As head of the FBI's Minneapolis office the past three years, Richard Thornton has led the nation's largest terror recruitment case, tackled a Gambian coup attempt and stood vigil at the rural Stearns County dig site that brought somber finality to the search for Jacob Wetterling.
Now, before ending his 30-year FBI career this month, Thornton is leading his office's 180 agents in one more unexpected way: by parrying attacks on the bureau lobbed from some of the highest levels of government, including President Donald Trump.
"The FBI writ large, and in particular the part of the FBI I'm responsible for, we're doing the people's work," Thornton said in a recent interview with the Star Tribune. "Everything else out there is noise. ... It's based on half-truths and not an accurate depiction of what goes on here or at the FBI around the world."
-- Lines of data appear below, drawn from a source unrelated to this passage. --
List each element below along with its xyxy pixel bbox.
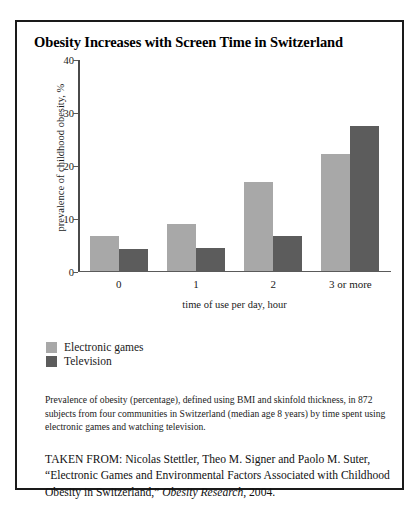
y-axis-tick-mark — [73, 166, 78, 167]
bar-television — [273, 236, 302, 270]
x-axis-title: time of use per day, hour — [80, 299, 389, 310]
y-axis-tick-labels: 010203040 — [34, 60, 74, 300]
y-axis-tick-mark — [73, 60, 78, 61]
bar-electronic-games — [321, 154, 350, 271]
legend-label: Television — [64, 355, 112, 367]
bar-group — [235, 60, 312, 271]
bar-group — [312, 60, 389, 271]
legend-item: Electronic games — [46, 341, 144, 353]
y-axis-tick-mark — [73, 113, 78, 114]
bar-electronic-games — [244, 182, 273, 271]
figure-frame: Obesity Increases with Screen Time in Sw… — [15, 20, 404, 490]
bar-group — [80, 60, 157, 271]
bar-television — [196, 248, 225, 271]
figure-caption: Prevalence of obesity (percentage), defi… — [45, 393, 400, 434]
x-axis-tick-label: 0 — [80, 278, 157, 290]
bar-electronic-games — [90, 236, 119, 270]
bar-group — [157, 60, 234, 271]
figure-source: TAKEN FROM: Nicolas Stettler, Theo M. Si… — [45, 452, 405, 501]
legend-label: Electronic games — [64, 341, 144, 353]
y-axis-tick-label: 0 — [46, 267, 74, 278]
x-axis-tick-label: 1 — [157, 278, 234, 290]
legend-swatch-icon — [46, 342, 57, 353]
chart-plot-area: prevalence of childhood obesity, % 01020… — [34, 60, 389, 300]
figure-title: Obesity Increases with Screen Time in Sw… — [34, 34, 389, 51]
x-axis-line — [78, 271, 391, 273]
y-axis-tick-label: 30 — [46, 108, 74, 119]
y-axis-tick-label: 10 — [46, 214, 74, 225]
source-suffix: , 2004. — [243, 486, 275, 499]
x-axis-tick-label: 3 or more — [312, 278, 389, 290]
x-axis-tick-labels: 0123 or more — [80, 278, 389, 290]
legend-swatch-icon — [46, 356, 57, 367]
y-axis-tick-mark — [73, 219, 78, 220]
bar-groups — [80, 60, 389, 271]
x-axis-tick-label: 2 — [235, 278, 312, 290]
bar-television — [350, 126, 379, 271]
y-axis-tick-label: 20 — [46, 161, 74, 172]
legend-item: Television — [46, 355, 144, 367]
bar-electronic-games — [167, 224, 196, 271]
source-journal: Obesity Research — [162, 486, 243, 499]
chart-legend: Electronic gamesTelevision — [46, 341, 144, 369]
y-axis-tick-label: 40 — [46, 55, 74, 66]
chart-axes — [78, 60, 389, 272]
y-axis-tick-mark — [73, 272, 78, 273]
bar-television — [119, 249, 148, 270]
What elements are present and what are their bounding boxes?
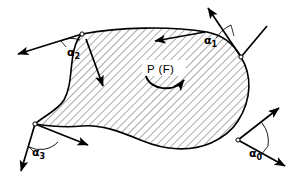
angle-arc-alpha-1 [222, 25, 231, 31]
label-alpha-0: α0 [249, 147, 263, 162]
vector-group-alpha-3: α3 [21, 122, 88, 171]
vector-top-right-edge [241, 26, 267, 57]
vertex-top-right [239, 55, 243, 59]
vertex-bottom-left [33, 122, 37, 126]
vertex-top-left [80, 32, 84, 36]
vector-group-alpha-0: α0 [236, 108, 285, 166]
vertex-bottom-right [236, 138, 240, 142]
leader-alpha-2 [61, 41, 66, 47]
vector-bottom-right-up [238, 108, 279, 140]
figure-container: α2 α1 α3 [0, 0, 297, 181]
leader-alpha-1-right [231, 25, 234, 36]
label-alpha-3: α3 [32, 146, 45, 161]
angle-arc-alpha-0 [262, 123, 268, 146]
diagram-canvas: α2 α1 α3 [0, 0, 297, 181]
moment-label: P (F) [147, 63, 174, 75]
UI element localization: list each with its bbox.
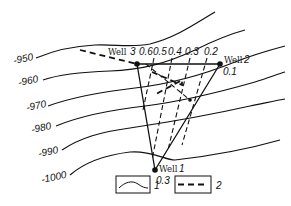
- contour-label-950: -950: [12, 51, 34, 66]
- isoline-connector: [146, 64, 190, 100]
- well-3-point: [134, 61, 140, 67]
- contour-label-970: -970: [25, 98, 47, 113]
- well-2-label: Well: [224, 55, 243, 65]
- isoline-label-0.2: 0.2: [204, 46, 218, 57]
- isoline-label-0.3: 0.3: [185, 46, 199, 57]
- legend-label-1: 1: [154, 180, 160, 191]
- well-3-value: 0.6: [139, 46, 153, 57]
- isoline-label-0.4: 0.4: [168, 46, 182, 57]
- well-2-point: [217, 61, 223, 67]
- well-1-point: [152, 167, 158, 173]
- well-3-label: Well: [108, 47, 127, 57]
- well-1-label: Well: [159, 164, 178, 174]
- contour-label-960: -960: [17, 73, 39, 88]
- solid-curve-icon: [119, 182, 148, 188]
- contour-label-1000: -1000: [40, 169, 68, 185]
- isolines: [143, 58, 207, 160]
- intersection-point: [188, 98, 192, 102]
- isoline-label-0.5: 0.5: [153, 46, 167, 57]
- isoline-0.2: [182, 58, 207, 145]
- contour-label-980: -980: [30, 120, 52, 135]
- well-2-number: 2: [243, 54, 250, 65]
- contour-label-990: -990: [37, 144, 59, 159]
- legend-box-1: [116, 176, 150, 193]
- well-3-number: 3: [130, 46, 136, 57]
- contour-map: -950 -960 -970 -980 -990 -1000 Well 3 0.…: [0, 0, 291, 206]
- well-1-number: 1: [179, 163, 185, 174]
- contour-lines: [36, 12, 285, 175]
- well-2-value: 0.1: [223, 66, 237, 77]
- contour-line-990: [62, 99, 285, 150]
- legend-label-2: 2: [215, 180, 222, 191]
- contour-labels: -950 -960 -970 -980 -990 -1000: [12, 51, 68, 185]
- isoline-0.3: [168, 58, 190, 150]
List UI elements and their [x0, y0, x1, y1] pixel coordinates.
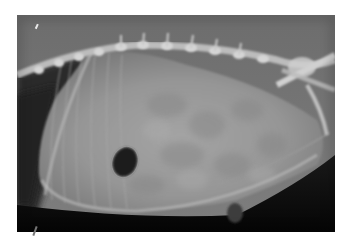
xray-canvas: [17, 15, 335, 232]
radiograph-image: Lateral abdominal X-ray showing enlarged…: [17, 15, 335, 232]
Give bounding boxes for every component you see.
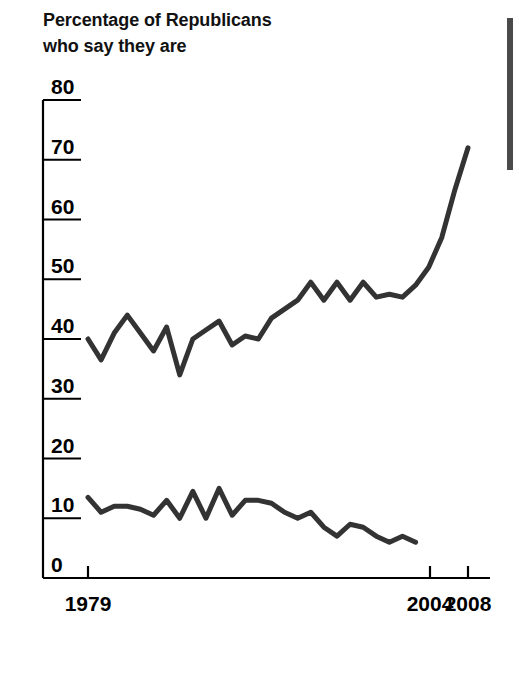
y-axis-tick-label: 50 <box>51 254 74 277</box>
x-axis-tick-label: 2008 <box>445 592 492 615</box>
y-axis-tick-label: 70 <box>51 135 74 158</box>
y-axis-tick-label: 20 <box>51 434 74 457</box>
y-axis-tick-label: 80 <box>51 75 74 98</box>
series-lower-line <box>88 488 416 542</box>
x-axis-tick-label: 1979 <box>65 592 112 615</box>
column-rule <box>507 18 513 170</box>
chart-series-group <box>88 148 468 542</box>
y-axis-tick-labels: 01020304050607080 <box>51 75 74 576</box>
chart-figure: Percentage of Republicans who say they a… <box>0 0 519 685</box>
y-axis-tick-label: 40 <box>51 314 74 337</box>
x-axis <box>43 566 490 578</box>
line-chart-plot: 01020304050607080 197920042008 <box>0 0 519 685</box>
series-upper-line <box>88 148 468 375</box>
y-axis-tick-label: 60 <box>51 195 74 218</box>
x-axis-tick-labels: 197920042008 <box>65 592 492 615</box>
y-axis-tick-label: 30 <box>51 374 74 397</box>
y-axis-tick-label: 0 <box>51 553 63 576</box>
y-axis-tick-label: 10 <box>51 493 74 516</box>
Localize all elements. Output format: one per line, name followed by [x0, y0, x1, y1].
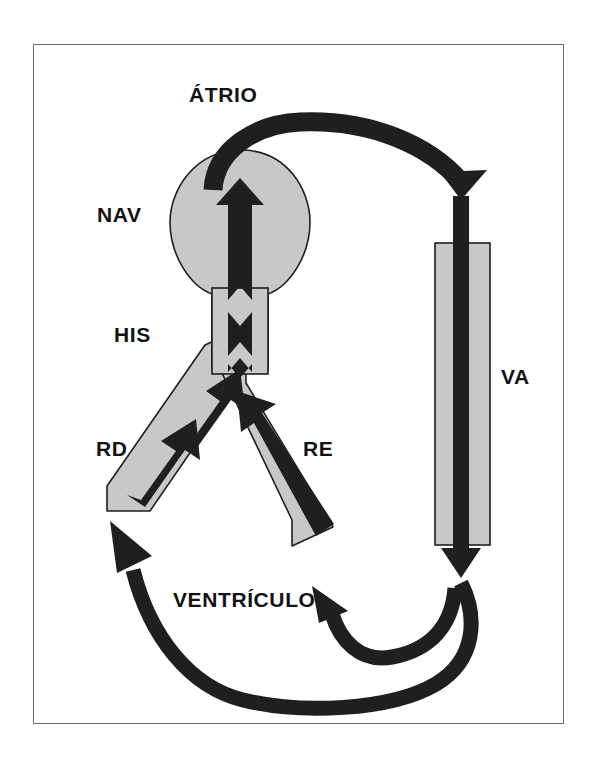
- diagram-canvas: ÁTRIO NAV HIS RD RE VA VENTRÍCULO: [0, 0, 598, 757]
- label-left-bundle-branch: RE: [303, 437, 333, 461]
- label-right-bundle-branch: RD: [96, 437, 128, 461]
- atrium-to-accessory-arrowhead: [440, 170, 487, 200]
- ventricle-return-arc: [110, 521, 471, 708]
- label-ventricle: VENTRÍCULO: [173, 588, 316, 612]
- label-his-bundle: HIS: [114, 323, 151, 347]
- label-accessory-pathway: VA: [501, 365, 530, 389]
- label-atrium: ÁTRIO: [189, 83, 257, 107]
- ventricle-short-arc: [312, 586, 455, 658]
- left-branch-retrograde-arrow: [237, 391, 334, 536]
- label-av-node: NAV: [97, 203, 142, 227]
Thornton said he has taken "a fairly active and engaged posture" with his workforce, which also extends to the Dakotas, to remind agents through daily briefings and staffwide memos "to tune out that noise."
"I think history will tell the final story on this," Thornton said of a moment he described as uniquely polarized. "When, I think, this period of time is viewed through a historical lens, a balanced perspective, I think the FBI will be looking just fine versus what we've sort of been under fire for now."
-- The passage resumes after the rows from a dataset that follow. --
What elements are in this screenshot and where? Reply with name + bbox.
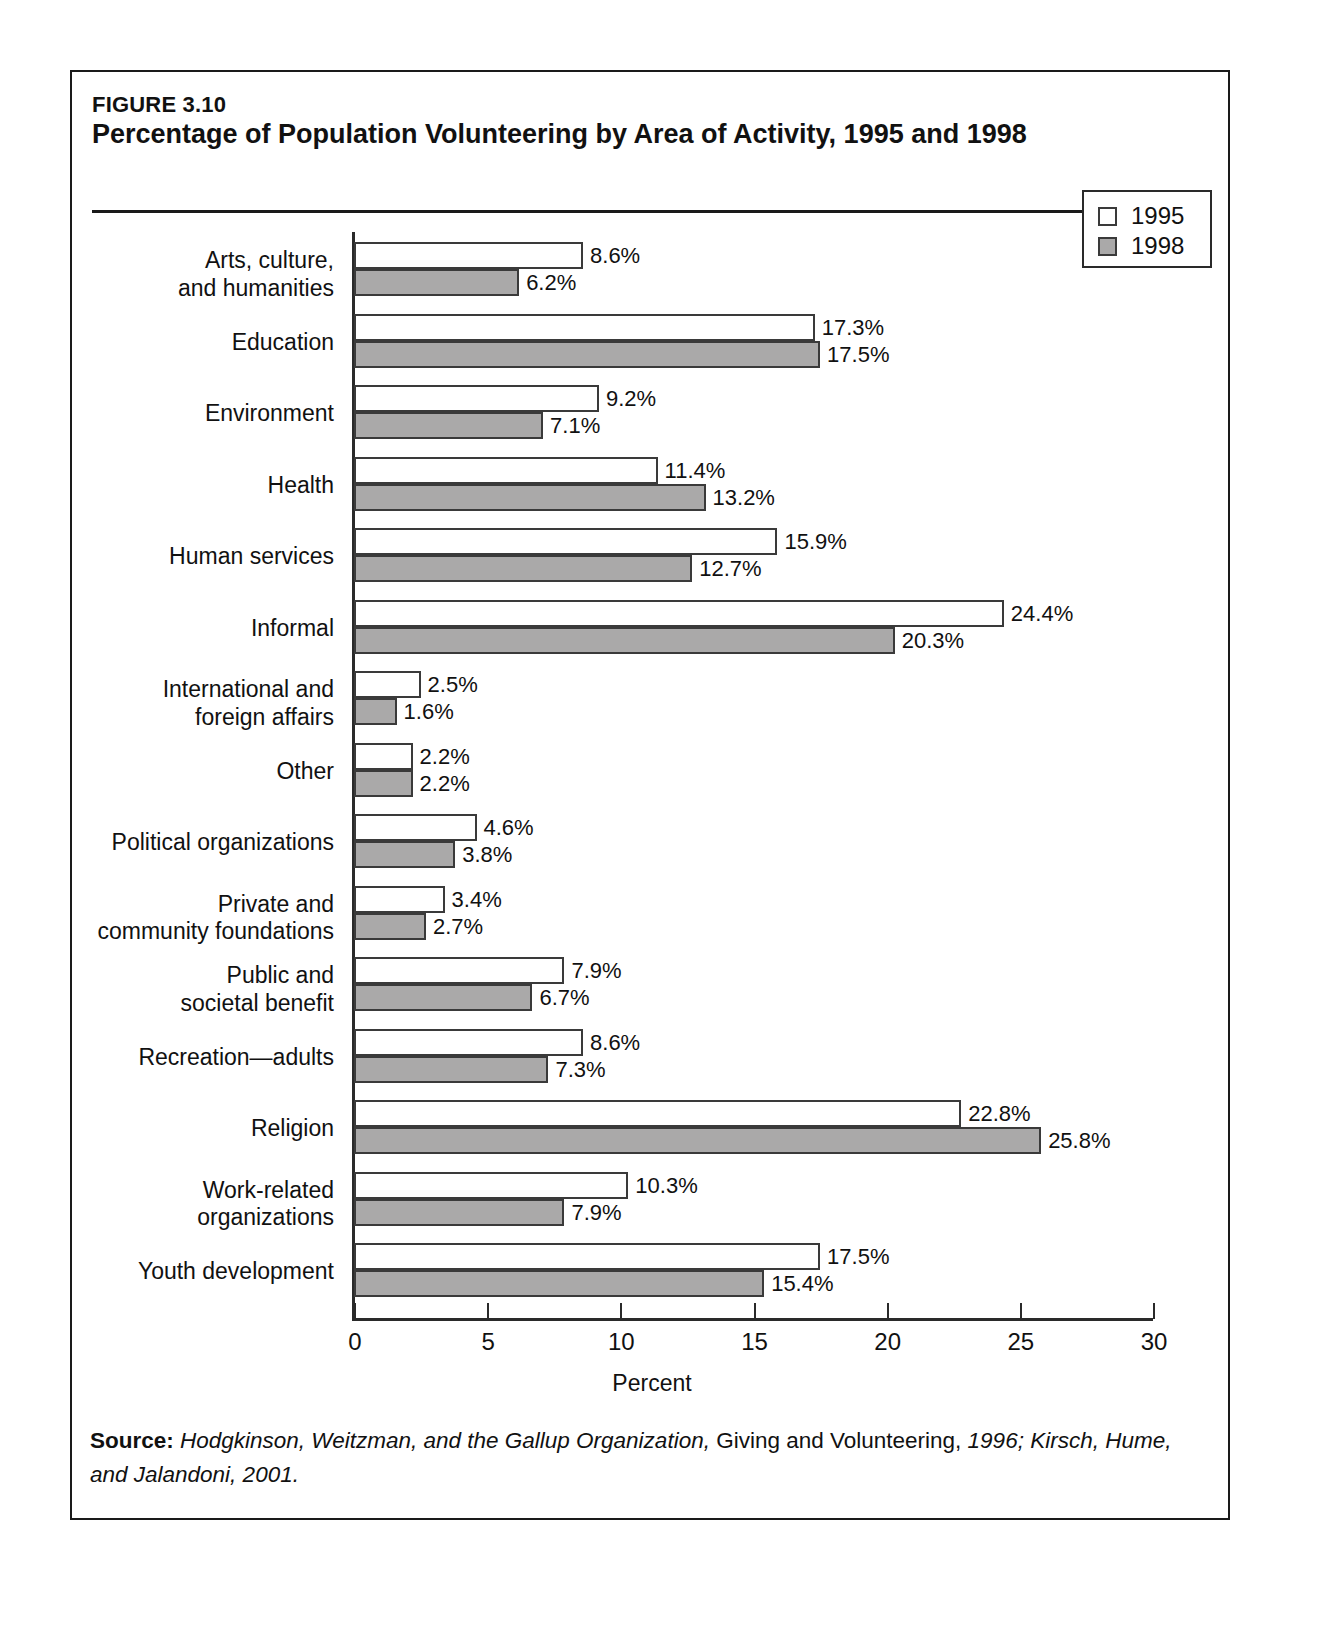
figure-number: FIGURE 3.10 [92, 92, 226, 118]
bar-1995 [354, 1172, 628, 1199]
bar-1995 [354, 1100, 961, 1127]
bar-group: Work-relatedorganizations10.3%7.9% [72, 1172, 1232, 1226]
source-lead: Source: [90, 1428, 174, 1453]
legend-item-1998: 1998 [1098, 231, 1210, 261]
source-part-1: Hodgkinson, Weitzman, and the Gallup Org… [174, 1428, 716, 1453]
bar-1995 [354, 814, 477, 841]
bar-1998 [354, 1127, 1041, 1154]
x-tick-0 [354, 1303, 356, 1319]
bar-1998 [354, 627, 895, 654]
bar-group: Religion22.8%25.8% [72, 1100, 1232, 1154]
bar-1998 [354, 1056, 548, 1083]
bar-value-1998: 3.8% [462, 841, 512, 868]
x-tick-label-20: 20 [858, 1328, 918, 1356]
bar-value-1998: 7.9% [571, 1199, 621, 1226]
legend-label-1998: 1998 [1131, 232, 1184, 260]
category-label: Recreation—adults [72, 1044, 334, 1072]
bar-1995 [354, 671, 421, 698]
figure-title: Percentage of Population Volunteering by… [92, 118, 1142, 152]
legend-swatch-1998-icon [1098, 237, 1117, 256]
bar-value-1998: 2.2% [420, 770, 470, 797]
bar-group: Youth development17.5%15.4% [72, 1243, 1232, 1297]
category-label: Health [72, 472, 334, 500]
bar-group: Human services15.9%12.7% [72, 528, 1232, 582]
x-axis-title: Percent [72, 1370, 1232, 1397]
bar-1995 [354, 886, 445, 913]
bar-value-1995: 10.3% [635, 1172, 697, 1199]
bar-value-1995: 17.3% [822, 314, 884, 341]
bar-value-1995: 11.4% [665, 457, 726, 484]
x-tick-10 [620, 1303, 622, 1319]
bar-1998 [354, 984, 532, 1011]
x-tick-25 [1020, 1303, 1022, 1319]
category-label: Environment [72, 400, 334, 428]
category-label: Private andcommunity foundations [72, 891, 334, 946]
bar-value-1998: 7.3% [555, 1056, 605, 1083]
bar-1995 [354, 1243, 820, 1270]
bar-value-1998: 13.2% [713, 484, 775, 511]
bar-1995 [354, 457, 658, 484]
x-tick-label-0: 0 [325, 1328, 385, 1356]
bar-group: Arts, culture,and humanities8.6%6.2% [72, 242, 1232, 296]
category-label: Education [72, 329, 334, 357]
bar-value-1995: 4.6% [484, 814, 534, 841]
bar-value-1998: 20.3% [902, 627, 964, 654]
bar-1998 [354, 269, 519, 296]
bar-value-1995: 7.9% [571, 957, 621, 984]
bar-group: Political organizations4.6%3.8% [72, 814, 1232, 868]
legend-swatch-1995-icon [1098, 207, 1117, 226]
bar-value-1995: 2.5% [428, 671, 478, 698]
category-label: Other [72, 758, 334, 786]
x-tick-15 [754, 1303, 756, 1319]
bar-value-1998: 6.2% [526, 269, 576, 296]
bar-value-1998: 25.8% [1048, 1127, 1110, 1154]
x-tick-label-15: 15 [725, 1328, 785, 1356]
bar-value-1998: 6.7% [539, 984, 589, 1011]
bar-value-1998: 17.5% [827, 341, 889, 368]
bar-value-1995: 17.5% [827, 1243, 889, 1270]
bar-1995 [354, 314, 815, 341]
bar-group: Environment9.2%7.1% [72, 385, 1232, 439]
bar-group: International andforeign affairs2.5%1.6% [72, 671, 1232, 725]
bar-1995 [354, 1029, 583, 1056]
bar-value-1998: 15.4% [771, 1270, 833, 1297]
bar-1998 [354, 412, 543, 439]
bar-1998 [354, 484, 706, 511]
source-publication-title: Giving and Volunteering, [716, 1428, 961, 1453]
x-tick-20 [887, 1303, 889, 1319]
legend-label-1995: 1995 [1131, 202, 1184, 230]
bar-value-1995: 22.8% [968, 1100, 1030, 1127]
bar-group: Private andcommunity foundations3.4%2.7% [72, 886, 1232, 940]
bar-value-1998: 7.1% [550, 412, 600, 439]
bar-group: Education17.3%17.5% [72, 314, 1232, 368]
category-label: Public andsocietal benefit [72, 962, 334, 1017]
category-label: International andforeign affairs [72, 676, 334, 731]
bar-1995 [354, 743, 413, 770]
bar-1998 [354, 913, 426, 940]
bar-1998 [354, 841, 455, 868]
chart-legend: 1995 1998 [1082, 190, 1212, 268]
figure-frame: FIGURE 3.10 Percentage of Population Vol… [70, 70, 1230, 1520]
bar-1998 [354, 770, 413, 797]
category-label: Informal [72, 615, 334, 643]
bar-value-1995: 24.4% [1011, 600, 1073, 627]
bar-1998 [354, 698, 397, 725]
x-axis-line [352, 1318, 1153, 1321]
x-tick-label-5: 5 [458, 1328, 518, 1356]
bar-group: Recreation—adults8.6%7.3% [72, 1029, 1232, 1083]
bar-value-1998: 2.7% [433, 913, 483, 940]
bar-1995 [354, 385, 599, 412]
x-tick-30 [1153, 1303, 1155, 1319]
legend-item-1995: 1995 [1098, 201, 1210, 231]
bar-1998 [354, 1270, 764, 1297]
bar-value-1995: 2.2% [420, 743, 470, 770]
x-tick-label-10: 10 [591, 1328, 651, 1356]
bar-1998 [354, 341, 820, 368]
bar-group: Health11.4%13.2% [72, 457, 1232, 511]
bar-value-1995: 8.6% [590, 242, 640, 269]
bar-group: Other2.2%2.2% [72, 743, 1232, 797]
bar-1998 [354, 555, 692, 582]
bar-1998 [354, 1199, 564, 1226]
category-label: Work-relatedorganizations [72, 1177, 334, 1232]
bar-value-1998: 1.6% [404, 698, 454, 725]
The FBI has not publicly announced a replacement for Thornton, who departs Feb. 28 after reaching the mandatory retirement age of 57. But his exit also sets up an unusual transition for Minnesota law enforcement, as new leadership will be taking over at each federal agency's local wing with the state still waiting for a new U.S. attorney.
Minnesota federal law enforcement officials, past and present, single out the relationship between the FBI's special agent in charge and U.S. attorney as a vital partnership capable of either underpinning or derailing any of the state's most crucial investigations.
Few cases required this as urgently as the probe that landed a dramatic 2016 confession from Danny Heinrich, Wetterling's killer. Former U.S. Attorney Andrew Luger remembers at the outset of the case telling Thornton — after meeting with Stearns County law enforcement in a conference room named for Jacob — that he wanted to poll the room on whether authorities believed they had the right suspect.